Apr 20, 2023
Deer breeders and finishers are meeting in the middle in their weaner negotiations, with breeders coming off the back of two hard years now connecting with a softer finishing market.
Generally, weaner prices were falling in the $4.50-$5.20/kg band suggested by independent farm consultant Wayne Allan, confirmed PGG Wrightson deer livestock specialist Ron Schroeder. This would be for mainly hybrid stock, with reds achieving lower prices, he said.
However, he had noted this year had started “unusually” with “much higher” prices in the North Island, than the South.
"The breeder wears that uncertainty”
Currently negotiating sales of weaners to several finishers is Canterbury deer breeder High Peak, which runs 1,800 hinds, 800 velvetting stags and around 540 replacement weaners.
The prices he’s discussing are “firmly in the middle” of the $4.50-5.20/kg band, says High Peak’s operations manager Hamish Guild. But, he was “not particularly happy” with that. Ideally, he would like to see $5.50-6.00/kg, with costs adjusted for the stock classes, yielding farmgate prices for finishers of $11-12/kg further down the value chain.
For the first time for many years, because “there is less finishing power out there” than expected, High Peak had decided not to hold its mid-April auction this year at which it historically sells around 1,000 weaners. All had sold independently through PGG Wrightson, however.
Deer breeders have had a “tough couple of years”, he says, and at current prices, are not making enough.
“If the trend continues, we’re probably going to have to make some decisions about our breeding system.”
Competing land-use options available for farmers and uncertainty about farmgate prices had all played a part in undermining deer finishers’ confidence on the South Island, he believes.
“The breeder wears that uncertainty.”
No weaner auction in North Island
Manawatū deer farmer Michael Humphrey noted with no North Island physical auctions happening this year to set the price, it’s all started off directly, or through deer livestock agents and “there seems to be a bit of a Mexican standoff,” he says.
At the time of writing, he was expecting his first consignment of mixed sex (M/S) weaners for finishing. After talking to a couple of agents, he understood prices he could expect to pay would be “roughly the same as last year, maybe a little bit more”.
At that time, the agents had referenced only two lines being sold around him: one, straight from their mothers and averaging 48 kgs at $4.20/kg; and the other “quite big deer” from a deer stud of venison genetics, “but they are still settling on a price,” he says.
Humphrey is happy with the price he’s agreed of $4.50/kg for the weaned, vaccinated, velvet genetics stock that had been “yarded multiple times and well adjusted”. They will go on to his Greenhill farm, near Feilding, which has just had “the best grass growing summer ever”, to be fattened for this coming year’s markets.
His contacts tell him on the South Island, “they are flat out selling M/S weaners for $4.80/kg and $5.50/kg max for stags.”
Humphrey expects to get the most potential out of his stock, now he is able to sell them at optimal points during the year. This is because of the sector’s market diversification to the US and China, rather than all crunched into the mid-October peak dictated by Europe.
He’d be very happy with the margin of $250 per head suggested by Wayne Allan’ analysis in the current conditions.
“$350 per head would be unrealistic. The breeder’s got to make money as well, otherwise you don’t have an industry,” he commented.
“We have been really lucky this year that the schedule has held so high at near $9.00 per kg,” notes Ron Schroeder.
“If that trend continues through to next year, we could be looking at weaners next season fetching well in excess of this year.”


* **THE PROBLEM**
Word for word, please copy the listing below, with its pictures left out.

+--

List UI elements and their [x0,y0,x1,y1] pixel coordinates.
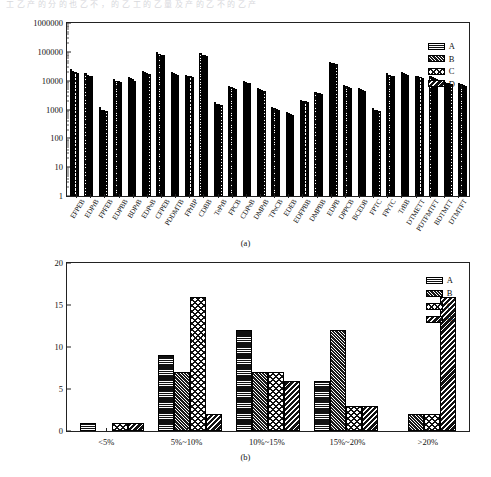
panel-b-x-tick-label: >20% [418,437,438,447]
panel-a-caption: (a) [0,238,491,248]
panel-a-bar-d [378,111,380,196]
panel-a-x-tick-mark [133,194,134,198]
panel-a-bar-group [185,23,194,196]
panel-a-x-tick-mark [302,194,303,198]
panel-a-y-tick-label: 10 [55,162,68,172]
legend-swatch-d-icon [428,80,445,87]
legend-entry-d: D [426,314,453,324]
panel-a-bar-d [364,91,366,196]
legend-entry-c: C [426,301,453,311]
panel-b-bar-d [362,406,378,431]
panel-a-bar-d [120,82,122,196]
legend-swatch-a-icon [426,277,443,284]
panel-b-bar-d [128,423,144,431]
legend-entry-c: C [428,66,455,76]
panel-b-x-tick-label: 5%~10% [171,437,203,447]
panel-a-bar-d [206,56,208,196]
legend-label-d: D [449,79,455,89]
panel-a-bar-group [343,23,352,196]
panel-b-bar-d [206,414,222,431]
panel-b-legend: A B C D [426,275,453,324]
panel-a-x-tick-mark [76,194,77,198]
legend-swatch-b-icon [426,290,443,297]
panel-a-x-tick-mark [373,194,374,198]
legend-entry-b: B [426,288,453,298]
panel-b-bar-d [284,381,300,431]
legend-label-b: B [449,54,455,64]
panel-a-bar-d [436,79,438,196]
panel-b-y-tick-label: 5 [59,384,67,394]
panel-a-bar-d [163,55,165,196]
panel-a-bars [67,23,469,196]
panel-a-x-tick-mark [119,194,120,198]
panel-a-legend: A B C D [428,41,455,89]
panel-a-bar-d [307,102,309,196]
panel-b-bar-c [112,423,128,431]
panel-b-bar-b [252,372,268,431]
panel-a-x-tick-label: EFPEB [69,198,87,220]
legend-swatch-a-icon [428,43,445,50]
panel-b-x-tick-label: 10%~15% [249,437,285,447]
panel-a-bar-group [286,23,295,196]
panel-a-bar-d [148,74,150,196]
panel-a-x-tick-mark [317,194,318,198]
panel-b-bar-b [330,330,346,431]
panel-b-bar-a [314,381,330,431]
panel-b-bar-b [174,372,190,431]
panel-b-y-tick-label: 20 [55,258,68,268]
legend-label-d: D [447,314,453,324]
panel-a-x-tick-mark [401,194,402,198]
panel-a-bar-d [393,76,395,196]
panel-b-bar-group [236,263,300,431]
legend-entry-b: B [428,54,455,64]
panel-b-x-tick-label: <5% [98,437,114,447]
legend-entry-d: D [428,79,455,89]
legend-entry-a: A [426,275,453,285]
legend-swatch-d-icon [426,316,443,323]
panel-a-bar-group [386,23,395,196]
panel-a-bar-group [214,23,223,196]
panel-a-x-tick-mark [147,194,148,198]
panel-a-x-tick-mark [218,194,219,198]
panel-b-bar-group [158,263,222,431]
panel-b-x-tick-mark [106,428,107,432]
panel-a-bar-group [128,23,137,196]
panel-a: 绝对峰强度 1101001000100001000001000000 A B C [0,12,491,252]
panel-a-bar-d [350,88,352,196]
panel-a-bar-d [91,76,93,196]
panel-a-y-tick-label: 1000 [46,105,67,115]
legend-label-c: C [449,66,455,76]
panel-a-bar-group [99,23,108,196]
panel-a-y-tick-label: 1000000 [33,18,67,28]
panel-a-bar-d [335,64,337,196]
panel-a-bar-group [300,23,309,196]
panel-a-bar-group [329,23,338,196]
panel-b-x-tick-label: 15%~20% [330,437,366,447]
panel-a-x-tick-mark [175,194,176,198]
panel-b-plot-area: 05101520 A B C D [66,262,470,432]
panel-a-bar-group [142,23,151,196]
panel-a-y-tick-label: 100000 [38,47,68,57]
panel-a-x-tick-mark [359,194,360,198]
panel-a-y-tick-label: 10000 [42,76,67,86]
panel-a-bar-group [228,23,237,196]
panel-a-bar-group [243,23,252,196]
panel-a-x-tick-mark [203,194,204,198]
panel-a-x-tick-mark [260,194,261,198]
panel-a-bar-group [372,23,381,196]
panel-a-x-tick-mark [345,194,346,198]
panel-a-y-tick-label: 100 [50,133,67,143]
panel-a-bar-d [450,84,452,196]
panel-a-bar-group [84,23,93,196]
panel-a-x-tick-mark [288,194,289,198]
legend-label-a: A [449,41,455,51]
panel-a-bar-group [156,23,165,196]
panel-b-bar-group [80,263,144,431]
panel-b-bar-a [80,423,96,431]
panel-a-x-tick-mark [416,194,417,198]
panel-a-bar-d [177,75,179,196]
panel-b-bar-c [346,406,362,431]
panel-b-bars [67,263,469,431]
panel-b-bar-c [268,372,284,431]
panel-a-bar-d [321,94,323,196]
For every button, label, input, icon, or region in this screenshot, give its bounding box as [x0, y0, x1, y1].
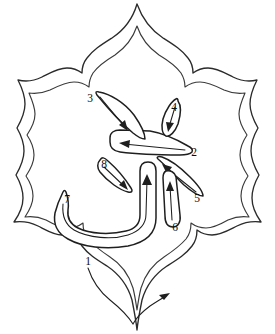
stroke-4-group: 4 [162, 99, 180, 137]
stroke-3-label: 3 [87, 92, 93, 104]
frame-group [14, 4, 261, 330]
stroke-8-label: 8 [101, 158, 107, 170]
stroke-6-label: 6 [172, 221, 178, 233]
stroke-2-group: 2 [110, 130, 197, 158]
stroke-2-label: 2 [191, 146, 197, 158]
stroke-4-label: 4 [171, 101, 177, 113]
stroke-5-label: 5 [194, 192, 200, 204]
stroke-1-label: 1 [85, 255, 91, 267]
stroke-8-group: 8 [98, 158, 132, 193]
stroke-order-figure: 1 2 3 4 5 [0, 0, 275, 334]
stroke-7-label: 7 [64, 193, 70, 205]
frame-outer-outline [14, 4, 261, 330]
stroke-6-group: 6 [163, 171, 180, 233]
diagram-canvas: 1 2 3 4 5 [0, 0, 275, 334]
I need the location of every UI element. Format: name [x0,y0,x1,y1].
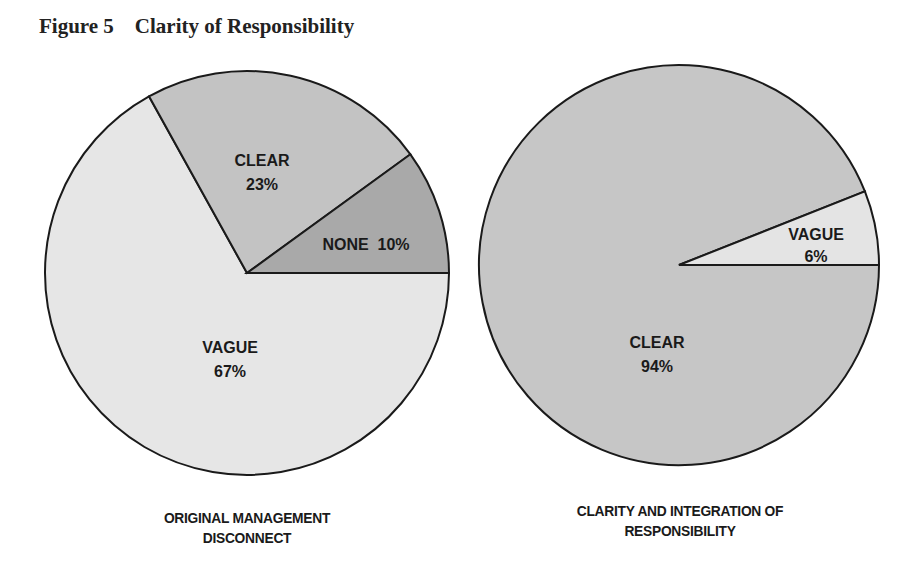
caption-line-1: ORIGINAL MANAGEMENT [109,508,385,528]
caption-line-2: RESPONSIBILITY [542,521,818,541]
value-vague: 6% [804,248,827,265]
value-vague: 67% [214,363,246,380]
label-vague: VAGUE [788,226,844,243]
chart-caption-right: CLARITY AND INTEGRATION OF RESPONSIBILIT… [542,501,818,541]
chart-caption-left: ORIGINAL MANAGEMENT DISCONNECT [109,508,385,548]
pie-chart-clarity-integration: VAGUE 6% CLEAR 94% [479,65,879,465]
label-clear: CLEAR [629,334,685,351]
caption-line-1: CLARITY AND INTEGRATION OF [542,501,818,521]
pie-chart-original-management: CLEAR 23% NONE 10% VAGUE 67% [45,71,449,475]
label-vague: VAGUE [202,339,258,356]
value-clear: 23% [246,176,278,193]
pie-charts: CLEAR 23% NONE 10% VAGUE 67% VAGUE 6% CL… [0,0,917,580]
label-none: NONE 10% [322,236,409,253]
caption-line-2: DISCONNECT [109,528,385,548]
value-clear: 94% [641,358,673,375]
label-clear: CLEAR [234,152,290,169]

+--

* **RESPONSE TO THE TASK**
List UI elements and their [x0,y0,x1,y1] pixel coordinates.
panel-b-x-tick-label: >20% [418,437,438,447]
panel-a-caption: (a) [0,238,491,248]
panel-a-bar-d [378,111,380,196]
panel-a-x-tick-mark [133,194,134,198]
panel-a-bar-group [185,23,194,196]
panel-a-x-tick-mark [302,194,303,198]
panel-a-y-tick-label: 10 [55,162,68,172]
legend-swatch-d-icon [428,80,445,87]
legend-entry-d: D [426,314,453,324]
panel-a-bar-d [364,91,366,196]
legend-entry-c: C [426,301,453,311]
panel-b-bar-d [362,406,378,431]
panel-a-bar-d [120,82,122,196]
legend-swatch-a-icon [426,277,443,284]
panel-b-bar-d [128,423,144,431]
legend-entry-c: C [428,66,455,76]
panel-b-x-tick-label: 5%~10% [171,437,203,447]
panel-a-bar-d [206,56,208,196]
legend-label-d: D [449,79,455,89]
panel-a-bar-group [343,23,352,196]
panel-b-bar-d [206,414,222,431]
panel-b-legend: A B C D [426,275,453,324]
panel-a-x-tick-mark [76,194,77,198]
legend-swatch-b-icon [426,290,443,297]
panel-a-x-tick-mark [373,194,374,198]
legend-entry-b: B [426,288,453,298]
panel-b-bar-d [284,381,300,431]
legend-label-b: B [449,54,455,64]
panel-a-bar-d [436,79,438,196]
panel-b-y-tick-label: 5 [59,384,67,394]
panel-a-bar-d [163,55,165,196]
panel-a-bars [67,23,469,196]
panel-a-x-tick-mark [119,194,120,198]
panel-a-legend: A B C D [428,41,455,89]
panel-a-bar-d [307,102,309,196]
panel-b-bar-c [112,423,128,431]
panel-b-bar-b [252,372,268,431]
panel-a-x-tick-label: EFPEB [69,198,87,220]
legend-swatch-a-icon [428,43,445,50]
panel-b-x-tick-label: 10%~15% [249,437,285,447]
panel-a-bar-group [286,23,295,196]
panel-a-bar-d [148,74,150,196]
panel-a-x-tick-mark [317,194,318,198]
panel-b-bar-b [330,330,346,431]
panel-b-bar-a [314,381,330,431]
panel-b-bar-b [174,372,190,431]
panel-b-y-tick-label: 20 [55,258,68,268]
legend-label-d: D [447,314,453,324]
panel-a-x-tick-mark [401,194,402,198]
panel-a-bar-d [393,76,395,196]
panel-b-bar-group [236,263,300,431]
legend-entry-b: B [428,54,455,64]
panel-b-x-tick-label: <5% [98,437,114,447]
legend-entry-d: D [428,79,455,89]
legend-entry-a: A [426,275,453,285]
legend-swatch-d-icon [426,316,443,323]
panel-a-bar-group [386,23,395,196]
panel-a-bar-group [214,23,223,196]
panel-a-x-tick-mark [147,194,148,198]
panel-a-x-tick-mark [218,194,219,198]
panel-b-bar-group [158,263,222,431]
panel-b-x-tick-mark [106,428,107,432]
panel-a-bar-group [128,23,137,196]
panel-a: 绝对峰强度 1101001000100001000001000000 A B C [0,12,491,252]
panel-a-bar-d [350,88,352,196]
panel-a-bar-d [91,76,93,196]
panel-a-y-tick-label: 1000 [46,105,67,115]
legend-label-c: C [449,66,455,76]
panel-a-bar-group [99,23,108,196]
panel-a-y-tick-label: 1000000 [33,18,67,28]
panel-a-bar-d [335,64,337,196]
panel-a-bar-group [300,23,309,196]
panel-a-bar-group [329,23,338,196]
panel-b-x-tick-label: 15%~20% [330,437,366,447]
panel-a-x-tick-mark [175,194,176,198]
panel-b-plot-area: 05101520 A B C D [66,262,470,432]
panel-a-bar-group [142,23,151,196]
panel-a-y-tick-label: 100000 [38,47,68,57]
panel-a-x-tick-mark [359,194,360,198]
panel-a-y-tick-label: 10000 [42,76,67,86]
panel-a-bar-group [228,23,237,196]
panel-a-bar-group [243,23,252,196]
panel-a-x-tick-mark [203,194,204,198]
panel-a-x-tick-mark [260,194,261,198]
panel-a-bar-group [372,23,381,196]
panel-a-x-tick-mark [345,194,346,198]
panel-a-y-tick-label: 100 [50,133,67,143]
panel-a-bar-d [450,84,452,196]
panel-a-bar-group [84,23,93,196]
panel-a-x-tick-mark [288,194,289,198]
legend-label-a: A [449,41,455,51]
panel-a-bar-group [156,23,165,196]
panel-b-bar-group [80,263,144,431]
panel-b-bar-a [80,423,96,431]
panel-a-x-tick-mark [416,194,417,198]
panel-a-bar-d [177,75,179,196]
panel-b-bar-c [346,406,362,431]
panel-b-bars [67,263,469,431]
panel-b-bar-c [268,372,284,431]
panel-a-bar-d [321,94,323,196]
For every button, label, input, icon, or region in this screenshot, give its bounding box as [x0, y0, x1, y1].
stroke-4-group: 4 [162, 99, 180, 137]
stroke-3-label: 3 [87, 92, 93, 104]
frame-group [14, 4, 261, 330]
stroke-8-label: 8 [101, 158, 107, 170]
stroke-6-label: 6 [172, 221, 178, 233]
stroke-2-group: 2 [110, 130, 197, 158]
stroke-2-label: 2 [191, 146, 197, 158]
stroke-4-label: 4 [171, 101, 177, 113]
stroke-5-label: 5 [194, 192, 200, 204]
stroke-1-label: 1 [85, 255, 91, 267]
stroke-8-group: 8 [98, 158, 132, 193]
stroke-order-figure: 1 2 3 4 5 [0, 0, 275, 334]
stroke-7-label: 7 [64, 193, 70, 205]
frame-outer-outline [14, 4, 261, 330]
stroke-6-group: 6 [163, 171, 180, 233]
diagram-canvas: 1 2 3 4 5 [0, 0, 275, 334]
I need the location of every UI element. Format: name [x0,y0,x1,y1].
caption-line-1: ORIGINAL MANAGEMENT [109,508,385,528]
caption-line-2: RESPONSIBILITY [542,521,818,541]
value-vague: 6% [804,248,827,265]
value-vague: 67% [214,363,246,380]
label-vague: VAGUE [788,226,844,243]
chart-caption-right: CLARITY AND INTEGRATION OF RESPONSIBILIT… [542,501,818,541]
chart-caption-left: ORIGINAL MANAGEMENT DISCONNECT [109,508,385,548]
pie-chart-clarity-integration: VAGUE 6% CLEAR 94% [479,65,879,465]
label-clear: CLEAR [629,334,685,351]
caption-line-1: CLARITY AND INTEGRATION OF [542,501,818,521]
pie-chart-original-management: CLEAR 23% NONE 10% VAGUE 67% [45,71,449,475]
label-vague: VAGUE [202,339,258,356]
value-clear: 23% [246,176,278,193]
pie-charts: CLEAR 23% NONE 10% VAGUE 67% VAGUE 6% CL… [0,0,917,580]
label-none: NONE 10% [322,236,409,253]
caption-line-2: DISCONNECT [109,528,385,548]
value-clear: 94% [641,358,673,375]
label-clear: CLEAR [234,152,290,169]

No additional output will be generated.